I was labelled the Pussy because I sucked at football and was always worried about my hands. In other words I was the girl of the group, something I believe they would have called me then if they had the slightest clue of what kind of specimen a girl was. Barret Wallace was the only kid in the crew that showed some sympathy, normally patting me on the back every time they pushed the rope too tight.
He was a bulky friendly negro the average person would be terrified to run into in a dark alley. His weight and worn clothes made him look older, his combat boots made him feel heavier. He lived with his oldest sister in a part of Little Traverse I was not allowed to go – Barret himself said he was a marginal.
"I'm more of a social outcast," was my answer when he first said it.
"Can see why. What kind of dude yells out in the middle of a game that his hair is falling off?" he said.
"I was trying to amuse myself!" I said, handing him over the ball.
He laughed almost grotesquely. "Hey, no judge. But in the middle of a ball game?"
"Get to know me, pal. I'm fucking weird." and we laughed together, as if the sound of it could restore to light the innocence we had already lost, and the one we were chosen to lose.
I never thought my friendship with Barret could have grown the way it did if he wasn't the person he was. If he wasn't chubby and poor and dark and pure. He protected me into and through the years, from Cid's boys in the open field to real High school bullies. Sometimes he protected me from Zack, not really sure of what he was protecting me from.
Sometimes he protected me from me.
I was confronted once about it, right in the middle of the road when Zack stopped on his feet and turned.
"Who the hell is Barret?" he asked, cutting me off.
"Used to play Doormat with us. The strong one." I said, chewing the lace in my sweatshirt.
He made a scoffing sound. "Right, right. So you're friends now." he repeated.
"We play football together sometimes. Not every day." I shrugged and resumed my walking.
His hand around my elbow stopped me once again. I turned around to a face I didn't quite recognise, a face I hadn't seen or talked to for weeks.
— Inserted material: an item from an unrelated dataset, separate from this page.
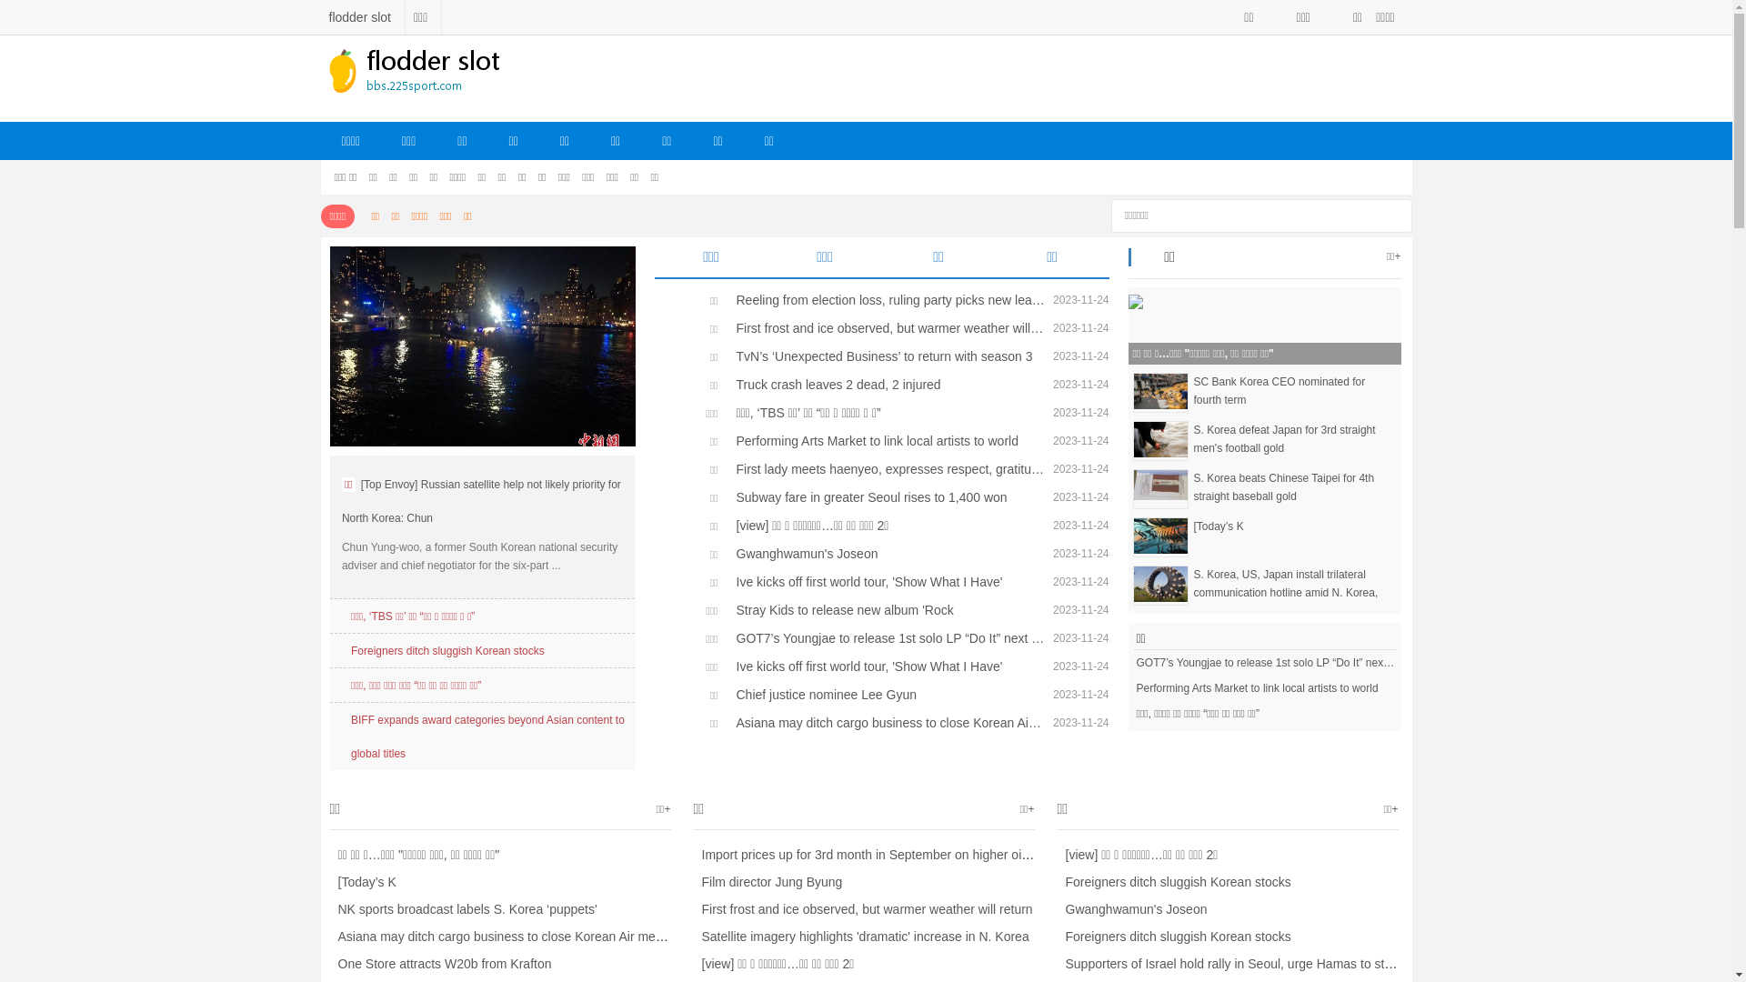 The height and width of the screenshot is (982, 1746). Describe the element at coordinates (887, 695) in the screenshot. I see `Chief justice nominee Lee Gyun` at that location.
"You can't like him more than me." he said, nearly apologetic.
"I don't," I said.
"You can't tell him about the Sanctuary." he muttered.
"I won't," I said.
"You can't cry in front of him." his eyes lifted towards me.
"Of course not," I said. His hand loosed its grip.
He smiled. "That's alright then."
I knew then that, somehow, I had opened the door and was finally breaking into the new world he was creating. The one in which true friends usually didn't have a place. But I did.
Keep the author alive: give me your opinion, will you? Ah, that would be great.
PS: As Cloud and Zack grow older I'll tend to concentrate more chapters on their relationship only, and not just these fragmented pieces that we now see.